Building a lemon law case isn't about telling a better story — it's about whether your records tell it for you.
This toolkit walks through how to build a California lemon law case from the ground up: the method, the exact documents to gather, how to turn scattered repair visits into one clear timeline, the most common reasons claims get denied and how to respond to each, and the official resources worth knowing about. It's written by SecondLook, the records-review company behind Denied Lemon Law.
At a high level, building a case is a five-step method. Each step turns memory into documentation, because documentation is what manufacturers, arbitrators, and attorneys actually evaluate.
The core idea: You didn't miss the facts. Most denied claims aren't weak — they're disorganized. The same set of repair orders can read as "no case" in a pile and "clear pattern" in a timeline.
Gather these before you do anything else. Keep originals, and make copies you can mark up.
This is the step most people skip and the one that changes outcomes. The goal is a single chronological view that answers four questions at a glance:
Lay the visits out by date, note the mileage, copy the exact complaint wording, and flag recurring symptoms in the same color. When you can see the whole history side by side, repeat patterns, safety incidents, and overlooked days out of service tend to jump out. (Organizing this scattered history into one timeline is exactly what SecondLook does — but you can absolutely start it yourself with a spreadsheet.)
California's lemon law (the Song-Beverly Consumer Warranty Act, with the Tanner Consumer Protection Act presumption) generally applies when a vehicle has a warranty-covered defect that substantially impairs its use, value, or safety, and the manufacturer can't fix it after a reasonable number of attempts. A common presumption is met if, within the first 18 months or 18,000 miles, any of the following occurred:
New, leased, and many certified-pre-owned or warranty-backed vehicles are most strongly protected. The defect can't be caused by abuse or unauthorized modifications. There's also a federal layer — the Magnuson-Moss Warranty Act — that can apply to warranty claims more broadly. This is general information, not a determination about your specific vehicle.
Manufacturers and arbitrators deny claims for a handful of recurring reasons. Knowing the reason tells you what part of your record to strengthen.
| Stated reason for denial | How to respond |
|---|---|
| "Not enough repair attempts" | Recount across all visits and group by symptom — separate descriptions of one defect may add up to the threshold. |
| "Could not duplicate the problem" | Point to the customer-complaint section showing you reported it; add photos, videos, or diagnostic codes; note the pattern of repeat visits. |
| "Defect isn't substantial" | Tie the defect to safety, use, or value impacts (stalling, loss of power, braking) and document how it affects driving. |
| "Repaired successfully" | Show the problem returned after the repair — later visits for the same symptom are the strongest rebuttal. |
| "Outside the warranty/time period" | Establish the first-reported date from the earliest repair order; the clock often starts when you first reported it. |
| "Records are unclear" | Rebuild the history as a clean timeline so the pattern is unmistakable — this resolves more denials than people expect. |
Each of these has a deeper guide of its own:
These are authoritative, primary sources — government agencies and recognized programs. They're useful for checking recalls, understanding the process, and pursuing arbitration.
See whether your repair records reveal a pattern that the first review missed. It takes about a minute to start.
Check my records →Gather every repair order, organize them chronologically, group recurring symptoms even when worded differently, count the repair attempts and total days out of service, and compare that record against the warranty and the state's reasonable-repair thresholds. The documentation — not your recollection — is what reviewers evaluate.
Repair orders and invoices for every visit (including "no problem found" ones), your purchase or lease agreement, the written warranty, all dealer/manufacturer communications, any denial or arbitration letter, and photos or videos of the problem.
No. It only means the issue didn't appear during that visit. The complaint section of the repair order still proves you reported it, and a pattern of repeat "could not duplicate" visits can actually strengthen an intermittent-defect case.
Read the denial letter for the exact stated reason, then re-examine your records against it. Many denials turn on documentation that was incomplete or scattered — building the timeline often surfaces a pattern that was there all along.
This toolkit is general educational information about California lemon law and does not constitute legal advice, nor does it guarantee any outcome. Every situation is different. Denied Lemon Law and its parent company SecondLook are a vehicle-records analysis service, not a law firm, and do not provide legal representation. Government resources above are linked for convenience and are not affiliated with SecondLook. Denied Lemon Law is a service of SecondLook — a California lemon-law and vehicle-defect records-review company, alongside My Lemon Check and Case Clarity. Unrelated to criminal-justice sentencing review.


■ **INSTRUCTIONS FOR THE TASK**:
What is the number of lines in this listing that include "envelope"? Answer with that number only.

■ **RECORD EXTRACTS**:
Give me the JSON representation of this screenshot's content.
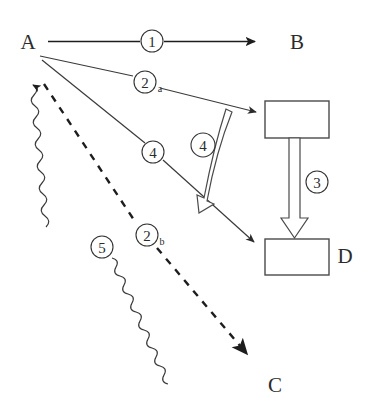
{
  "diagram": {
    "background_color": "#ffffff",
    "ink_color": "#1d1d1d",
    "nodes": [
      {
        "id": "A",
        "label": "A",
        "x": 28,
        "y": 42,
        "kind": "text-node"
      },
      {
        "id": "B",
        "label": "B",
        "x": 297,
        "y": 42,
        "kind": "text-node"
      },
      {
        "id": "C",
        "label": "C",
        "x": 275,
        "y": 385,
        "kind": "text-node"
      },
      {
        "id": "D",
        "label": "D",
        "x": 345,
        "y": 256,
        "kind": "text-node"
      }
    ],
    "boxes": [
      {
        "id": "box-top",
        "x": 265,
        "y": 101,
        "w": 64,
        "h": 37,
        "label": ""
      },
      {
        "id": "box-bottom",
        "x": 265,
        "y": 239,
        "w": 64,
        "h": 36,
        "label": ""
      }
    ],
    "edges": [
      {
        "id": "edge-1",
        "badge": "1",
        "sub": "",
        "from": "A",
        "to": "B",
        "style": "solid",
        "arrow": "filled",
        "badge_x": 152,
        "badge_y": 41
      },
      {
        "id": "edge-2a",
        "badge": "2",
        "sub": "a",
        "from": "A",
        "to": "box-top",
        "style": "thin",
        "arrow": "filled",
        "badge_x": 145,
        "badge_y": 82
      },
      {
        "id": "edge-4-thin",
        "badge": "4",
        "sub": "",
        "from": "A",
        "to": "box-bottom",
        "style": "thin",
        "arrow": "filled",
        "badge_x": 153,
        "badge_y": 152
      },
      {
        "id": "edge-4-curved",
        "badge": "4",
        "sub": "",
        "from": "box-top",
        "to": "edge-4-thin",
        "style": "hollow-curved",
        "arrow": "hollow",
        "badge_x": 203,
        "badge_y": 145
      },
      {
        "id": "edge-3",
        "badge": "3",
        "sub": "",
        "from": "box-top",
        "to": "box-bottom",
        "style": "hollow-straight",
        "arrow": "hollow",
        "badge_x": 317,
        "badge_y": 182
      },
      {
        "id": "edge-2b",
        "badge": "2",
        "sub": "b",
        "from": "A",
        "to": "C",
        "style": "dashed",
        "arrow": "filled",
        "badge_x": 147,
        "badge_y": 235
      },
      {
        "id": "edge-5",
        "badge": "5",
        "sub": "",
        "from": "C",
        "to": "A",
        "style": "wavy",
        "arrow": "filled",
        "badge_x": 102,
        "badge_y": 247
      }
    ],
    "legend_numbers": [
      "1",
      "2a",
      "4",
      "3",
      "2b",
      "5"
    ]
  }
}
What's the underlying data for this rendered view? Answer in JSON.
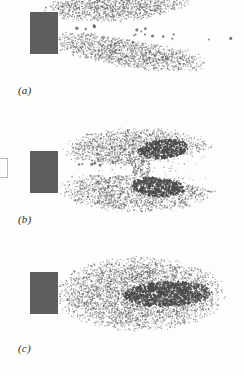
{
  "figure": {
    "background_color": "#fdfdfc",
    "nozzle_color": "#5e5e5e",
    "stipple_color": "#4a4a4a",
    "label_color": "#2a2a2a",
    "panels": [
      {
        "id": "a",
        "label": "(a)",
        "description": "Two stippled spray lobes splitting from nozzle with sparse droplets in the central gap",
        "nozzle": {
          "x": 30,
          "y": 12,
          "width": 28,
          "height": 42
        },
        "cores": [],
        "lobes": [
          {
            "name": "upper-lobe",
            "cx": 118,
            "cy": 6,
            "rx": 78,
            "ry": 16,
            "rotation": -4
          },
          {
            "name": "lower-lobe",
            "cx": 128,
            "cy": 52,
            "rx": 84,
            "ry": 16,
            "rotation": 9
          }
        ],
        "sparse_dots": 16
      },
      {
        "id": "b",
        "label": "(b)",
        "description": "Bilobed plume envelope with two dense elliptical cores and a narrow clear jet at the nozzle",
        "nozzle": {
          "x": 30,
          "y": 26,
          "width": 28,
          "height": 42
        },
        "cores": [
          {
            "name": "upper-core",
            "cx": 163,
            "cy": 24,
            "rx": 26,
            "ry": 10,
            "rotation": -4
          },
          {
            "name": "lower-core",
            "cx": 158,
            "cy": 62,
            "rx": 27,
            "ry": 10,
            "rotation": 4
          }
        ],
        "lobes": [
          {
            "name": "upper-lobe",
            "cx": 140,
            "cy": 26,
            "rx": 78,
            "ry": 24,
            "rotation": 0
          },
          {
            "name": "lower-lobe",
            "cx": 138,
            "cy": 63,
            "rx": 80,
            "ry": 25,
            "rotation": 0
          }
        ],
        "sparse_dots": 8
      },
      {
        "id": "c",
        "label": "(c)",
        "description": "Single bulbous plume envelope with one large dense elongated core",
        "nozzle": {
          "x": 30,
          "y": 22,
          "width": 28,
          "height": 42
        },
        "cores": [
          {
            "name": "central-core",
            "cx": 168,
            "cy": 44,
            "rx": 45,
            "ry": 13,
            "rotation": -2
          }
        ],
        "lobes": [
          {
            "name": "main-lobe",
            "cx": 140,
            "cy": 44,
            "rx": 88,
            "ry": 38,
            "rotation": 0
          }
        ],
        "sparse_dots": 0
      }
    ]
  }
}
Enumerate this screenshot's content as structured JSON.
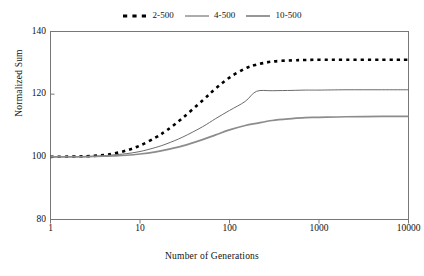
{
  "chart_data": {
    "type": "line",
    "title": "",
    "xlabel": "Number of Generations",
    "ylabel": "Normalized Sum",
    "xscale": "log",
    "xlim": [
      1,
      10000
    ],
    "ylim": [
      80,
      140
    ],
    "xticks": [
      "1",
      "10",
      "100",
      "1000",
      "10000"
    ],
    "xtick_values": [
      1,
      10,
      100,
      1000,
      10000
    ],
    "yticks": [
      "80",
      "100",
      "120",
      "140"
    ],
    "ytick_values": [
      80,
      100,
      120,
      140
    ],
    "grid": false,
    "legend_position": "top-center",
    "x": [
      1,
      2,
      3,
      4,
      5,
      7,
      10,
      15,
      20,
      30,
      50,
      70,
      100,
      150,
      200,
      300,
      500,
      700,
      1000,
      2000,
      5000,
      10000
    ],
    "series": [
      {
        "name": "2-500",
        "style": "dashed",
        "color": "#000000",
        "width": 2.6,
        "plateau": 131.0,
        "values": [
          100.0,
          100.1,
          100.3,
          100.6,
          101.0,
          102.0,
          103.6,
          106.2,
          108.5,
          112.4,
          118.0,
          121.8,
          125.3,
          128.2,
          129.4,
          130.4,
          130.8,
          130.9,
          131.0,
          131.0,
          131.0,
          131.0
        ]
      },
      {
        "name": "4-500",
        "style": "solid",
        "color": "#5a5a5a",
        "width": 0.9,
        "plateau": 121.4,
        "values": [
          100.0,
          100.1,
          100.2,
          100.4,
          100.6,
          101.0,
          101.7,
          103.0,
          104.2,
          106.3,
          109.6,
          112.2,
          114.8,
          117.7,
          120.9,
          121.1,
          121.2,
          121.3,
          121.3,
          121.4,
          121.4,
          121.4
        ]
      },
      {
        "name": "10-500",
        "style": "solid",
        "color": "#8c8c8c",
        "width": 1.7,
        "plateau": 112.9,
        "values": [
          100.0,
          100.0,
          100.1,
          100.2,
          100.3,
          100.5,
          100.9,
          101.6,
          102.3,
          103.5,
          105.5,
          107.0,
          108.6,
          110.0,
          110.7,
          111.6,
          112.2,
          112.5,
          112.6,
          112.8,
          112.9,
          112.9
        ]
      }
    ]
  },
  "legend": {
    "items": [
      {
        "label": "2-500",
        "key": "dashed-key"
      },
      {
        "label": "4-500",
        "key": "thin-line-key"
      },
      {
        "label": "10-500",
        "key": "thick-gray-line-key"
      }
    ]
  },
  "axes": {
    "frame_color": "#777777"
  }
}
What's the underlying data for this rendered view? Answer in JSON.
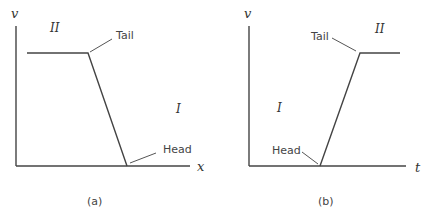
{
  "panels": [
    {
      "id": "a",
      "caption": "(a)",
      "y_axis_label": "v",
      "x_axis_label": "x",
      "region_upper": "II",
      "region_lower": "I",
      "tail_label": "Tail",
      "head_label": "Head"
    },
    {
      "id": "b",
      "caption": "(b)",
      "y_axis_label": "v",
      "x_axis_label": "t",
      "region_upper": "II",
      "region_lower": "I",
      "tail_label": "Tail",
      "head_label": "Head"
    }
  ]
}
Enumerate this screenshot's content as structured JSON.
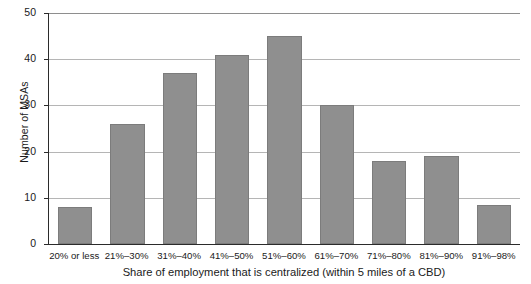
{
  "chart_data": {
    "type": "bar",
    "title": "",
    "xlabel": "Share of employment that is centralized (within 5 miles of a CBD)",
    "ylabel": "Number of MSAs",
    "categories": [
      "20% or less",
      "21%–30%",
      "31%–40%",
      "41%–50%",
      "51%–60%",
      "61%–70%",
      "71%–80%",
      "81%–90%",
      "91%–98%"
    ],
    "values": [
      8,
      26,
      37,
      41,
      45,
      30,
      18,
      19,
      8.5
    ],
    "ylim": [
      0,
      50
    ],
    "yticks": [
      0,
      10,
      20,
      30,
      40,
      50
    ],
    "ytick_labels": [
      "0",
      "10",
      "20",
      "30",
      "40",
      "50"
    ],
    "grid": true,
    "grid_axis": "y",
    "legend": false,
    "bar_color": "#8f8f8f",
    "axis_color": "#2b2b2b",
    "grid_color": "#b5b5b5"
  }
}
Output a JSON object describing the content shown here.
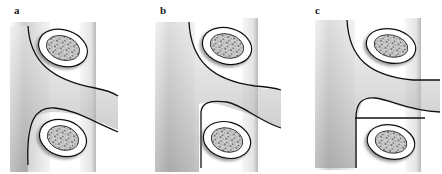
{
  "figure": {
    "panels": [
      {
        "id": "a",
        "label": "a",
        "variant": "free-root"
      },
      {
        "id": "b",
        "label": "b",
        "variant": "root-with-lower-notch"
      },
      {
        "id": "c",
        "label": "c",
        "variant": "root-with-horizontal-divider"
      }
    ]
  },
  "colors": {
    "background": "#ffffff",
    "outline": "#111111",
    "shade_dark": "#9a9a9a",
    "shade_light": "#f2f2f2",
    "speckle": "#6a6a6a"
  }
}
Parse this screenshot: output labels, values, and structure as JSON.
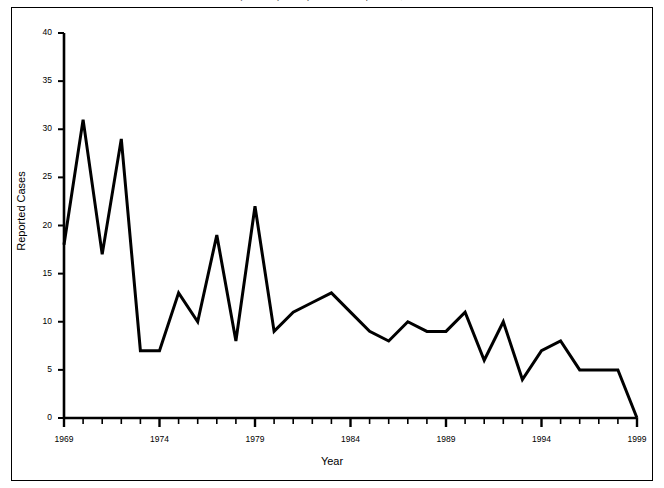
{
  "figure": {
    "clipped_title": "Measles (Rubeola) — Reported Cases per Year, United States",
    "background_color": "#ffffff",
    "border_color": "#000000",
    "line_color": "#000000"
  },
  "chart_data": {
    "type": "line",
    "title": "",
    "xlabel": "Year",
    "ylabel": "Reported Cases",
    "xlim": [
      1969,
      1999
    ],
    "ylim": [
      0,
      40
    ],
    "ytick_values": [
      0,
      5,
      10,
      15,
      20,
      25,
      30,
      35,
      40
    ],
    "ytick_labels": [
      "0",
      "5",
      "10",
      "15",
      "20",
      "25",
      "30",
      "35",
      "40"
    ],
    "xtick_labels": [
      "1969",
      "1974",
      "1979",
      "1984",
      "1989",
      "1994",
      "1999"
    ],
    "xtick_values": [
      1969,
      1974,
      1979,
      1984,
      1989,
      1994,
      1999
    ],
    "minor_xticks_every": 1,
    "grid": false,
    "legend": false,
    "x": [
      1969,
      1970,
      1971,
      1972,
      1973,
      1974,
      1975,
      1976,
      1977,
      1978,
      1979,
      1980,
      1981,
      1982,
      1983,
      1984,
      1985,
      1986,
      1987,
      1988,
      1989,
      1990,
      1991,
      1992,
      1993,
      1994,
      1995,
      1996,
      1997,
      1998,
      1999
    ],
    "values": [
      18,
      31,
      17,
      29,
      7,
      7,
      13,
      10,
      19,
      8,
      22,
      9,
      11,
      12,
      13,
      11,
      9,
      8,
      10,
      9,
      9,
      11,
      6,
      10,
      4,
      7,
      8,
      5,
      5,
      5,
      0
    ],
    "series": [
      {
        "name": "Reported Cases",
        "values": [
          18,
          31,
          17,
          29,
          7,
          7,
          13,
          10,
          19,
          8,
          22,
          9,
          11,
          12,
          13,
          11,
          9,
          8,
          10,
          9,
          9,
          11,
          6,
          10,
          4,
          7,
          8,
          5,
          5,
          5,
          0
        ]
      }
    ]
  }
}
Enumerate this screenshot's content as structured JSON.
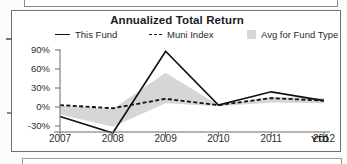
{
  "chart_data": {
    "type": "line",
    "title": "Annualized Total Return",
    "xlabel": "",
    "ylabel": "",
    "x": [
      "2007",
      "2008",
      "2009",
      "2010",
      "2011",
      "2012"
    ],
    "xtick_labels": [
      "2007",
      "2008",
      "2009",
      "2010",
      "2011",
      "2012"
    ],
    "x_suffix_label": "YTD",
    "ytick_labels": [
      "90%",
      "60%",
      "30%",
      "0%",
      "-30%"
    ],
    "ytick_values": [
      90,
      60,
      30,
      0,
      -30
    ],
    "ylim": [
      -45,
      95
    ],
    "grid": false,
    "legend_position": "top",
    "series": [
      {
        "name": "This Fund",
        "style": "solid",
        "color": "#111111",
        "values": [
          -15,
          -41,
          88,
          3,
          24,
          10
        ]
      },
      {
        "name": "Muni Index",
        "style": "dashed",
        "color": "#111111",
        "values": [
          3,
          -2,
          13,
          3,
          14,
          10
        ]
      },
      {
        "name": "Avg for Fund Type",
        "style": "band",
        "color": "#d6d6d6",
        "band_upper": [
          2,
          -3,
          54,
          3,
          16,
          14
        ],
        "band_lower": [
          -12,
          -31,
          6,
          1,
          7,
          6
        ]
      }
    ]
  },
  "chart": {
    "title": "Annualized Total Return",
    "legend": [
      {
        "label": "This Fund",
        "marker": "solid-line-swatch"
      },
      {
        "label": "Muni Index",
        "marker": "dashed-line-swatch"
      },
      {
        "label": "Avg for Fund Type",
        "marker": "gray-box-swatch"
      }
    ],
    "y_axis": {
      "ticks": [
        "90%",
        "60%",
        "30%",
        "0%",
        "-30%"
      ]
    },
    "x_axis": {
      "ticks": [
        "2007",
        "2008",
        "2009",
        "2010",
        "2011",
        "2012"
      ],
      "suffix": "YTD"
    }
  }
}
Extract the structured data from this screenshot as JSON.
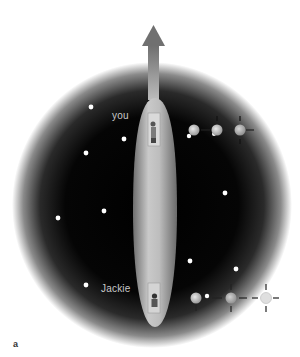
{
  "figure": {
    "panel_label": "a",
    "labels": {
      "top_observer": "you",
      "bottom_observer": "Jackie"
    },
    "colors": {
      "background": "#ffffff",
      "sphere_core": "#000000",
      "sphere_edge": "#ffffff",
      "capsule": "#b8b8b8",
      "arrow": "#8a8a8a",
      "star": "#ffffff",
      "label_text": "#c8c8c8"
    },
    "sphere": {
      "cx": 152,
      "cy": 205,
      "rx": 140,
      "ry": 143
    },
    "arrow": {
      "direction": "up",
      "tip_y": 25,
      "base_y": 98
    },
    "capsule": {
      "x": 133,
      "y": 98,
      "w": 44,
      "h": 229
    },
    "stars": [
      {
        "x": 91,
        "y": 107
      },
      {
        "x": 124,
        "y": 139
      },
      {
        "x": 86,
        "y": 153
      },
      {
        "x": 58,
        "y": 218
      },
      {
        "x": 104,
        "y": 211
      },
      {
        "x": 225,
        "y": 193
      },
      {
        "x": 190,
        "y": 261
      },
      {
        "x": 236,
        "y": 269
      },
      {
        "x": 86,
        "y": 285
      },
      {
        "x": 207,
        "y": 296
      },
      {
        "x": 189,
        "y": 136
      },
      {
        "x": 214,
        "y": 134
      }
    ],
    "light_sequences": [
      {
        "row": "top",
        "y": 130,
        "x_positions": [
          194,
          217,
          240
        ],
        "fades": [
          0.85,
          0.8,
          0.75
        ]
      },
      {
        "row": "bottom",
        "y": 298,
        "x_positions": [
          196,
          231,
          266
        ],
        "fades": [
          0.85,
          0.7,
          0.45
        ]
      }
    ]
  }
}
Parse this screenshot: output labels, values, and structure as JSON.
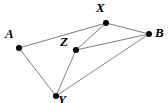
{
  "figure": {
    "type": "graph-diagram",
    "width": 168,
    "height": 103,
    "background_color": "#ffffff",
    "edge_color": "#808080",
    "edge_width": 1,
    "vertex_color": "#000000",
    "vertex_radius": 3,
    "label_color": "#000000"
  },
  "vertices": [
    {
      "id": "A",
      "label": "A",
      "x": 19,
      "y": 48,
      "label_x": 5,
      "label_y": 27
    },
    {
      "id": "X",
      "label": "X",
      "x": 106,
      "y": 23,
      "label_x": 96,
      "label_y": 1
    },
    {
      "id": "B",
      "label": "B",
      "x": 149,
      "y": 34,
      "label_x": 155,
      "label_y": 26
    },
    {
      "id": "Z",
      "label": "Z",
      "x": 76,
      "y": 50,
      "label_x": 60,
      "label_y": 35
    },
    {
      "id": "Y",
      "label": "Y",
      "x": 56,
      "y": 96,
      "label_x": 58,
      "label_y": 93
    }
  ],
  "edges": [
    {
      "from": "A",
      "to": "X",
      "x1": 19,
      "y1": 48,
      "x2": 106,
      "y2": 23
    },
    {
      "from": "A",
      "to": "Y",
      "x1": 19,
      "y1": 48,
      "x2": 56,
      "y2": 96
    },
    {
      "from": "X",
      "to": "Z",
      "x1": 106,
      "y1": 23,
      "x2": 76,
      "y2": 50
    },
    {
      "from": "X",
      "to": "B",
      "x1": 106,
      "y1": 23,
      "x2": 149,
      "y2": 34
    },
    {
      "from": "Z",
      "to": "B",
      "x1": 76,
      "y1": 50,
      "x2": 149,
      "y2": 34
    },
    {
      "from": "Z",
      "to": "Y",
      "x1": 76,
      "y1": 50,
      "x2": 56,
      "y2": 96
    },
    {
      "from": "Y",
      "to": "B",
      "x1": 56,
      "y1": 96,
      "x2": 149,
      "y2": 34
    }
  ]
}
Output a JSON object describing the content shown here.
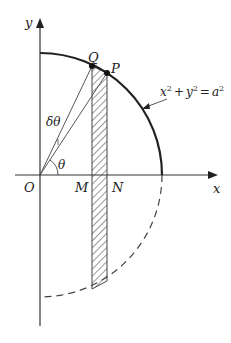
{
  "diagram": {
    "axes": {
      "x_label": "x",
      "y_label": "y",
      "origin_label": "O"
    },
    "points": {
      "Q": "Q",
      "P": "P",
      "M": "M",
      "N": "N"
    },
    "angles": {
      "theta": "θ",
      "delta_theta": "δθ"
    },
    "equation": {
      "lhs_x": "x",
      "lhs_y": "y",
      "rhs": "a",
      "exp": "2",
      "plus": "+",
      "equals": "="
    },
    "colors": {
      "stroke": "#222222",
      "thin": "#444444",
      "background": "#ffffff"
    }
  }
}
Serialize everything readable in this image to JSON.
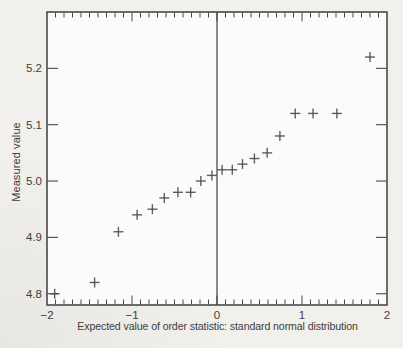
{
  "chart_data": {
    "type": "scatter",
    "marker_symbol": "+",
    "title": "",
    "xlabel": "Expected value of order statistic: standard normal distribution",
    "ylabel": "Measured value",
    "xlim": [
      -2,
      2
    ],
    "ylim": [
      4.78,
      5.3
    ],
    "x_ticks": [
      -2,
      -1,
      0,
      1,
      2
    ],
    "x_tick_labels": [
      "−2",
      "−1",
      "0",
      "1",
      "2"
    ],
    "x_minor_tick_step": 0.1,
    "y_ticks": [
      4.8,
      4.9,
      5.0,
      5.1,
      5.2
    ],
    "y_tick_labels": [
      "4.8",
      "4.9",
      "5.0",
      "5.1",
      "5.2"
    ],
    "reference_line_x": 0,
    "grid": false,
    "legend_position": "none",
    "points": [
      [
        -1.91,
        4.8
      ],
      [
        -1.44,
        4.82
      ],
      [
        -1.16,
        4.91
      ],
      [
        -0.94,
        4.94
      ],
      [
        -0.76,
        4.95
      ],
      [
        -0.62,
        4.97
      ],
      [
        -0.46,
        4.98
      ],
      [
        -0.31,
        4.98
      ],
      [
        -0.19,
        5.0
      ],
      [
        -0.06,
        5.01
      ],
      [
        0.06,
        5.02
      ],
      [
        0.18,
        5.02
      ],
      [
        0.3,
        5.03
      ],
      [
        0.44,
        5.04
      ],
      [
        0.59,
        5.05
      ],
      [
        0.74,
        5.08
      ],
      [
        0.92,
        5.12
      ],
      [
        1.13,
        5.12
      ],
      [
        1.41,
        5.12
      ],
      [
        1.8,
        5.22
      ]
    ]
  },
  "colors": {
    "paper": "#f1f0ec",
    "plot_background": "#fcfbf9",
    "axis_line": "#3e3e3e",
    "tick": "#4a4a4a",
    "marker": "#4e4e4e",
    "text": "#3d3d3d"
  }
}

■ **ANSWER FOR THIS EXERCISE**:
2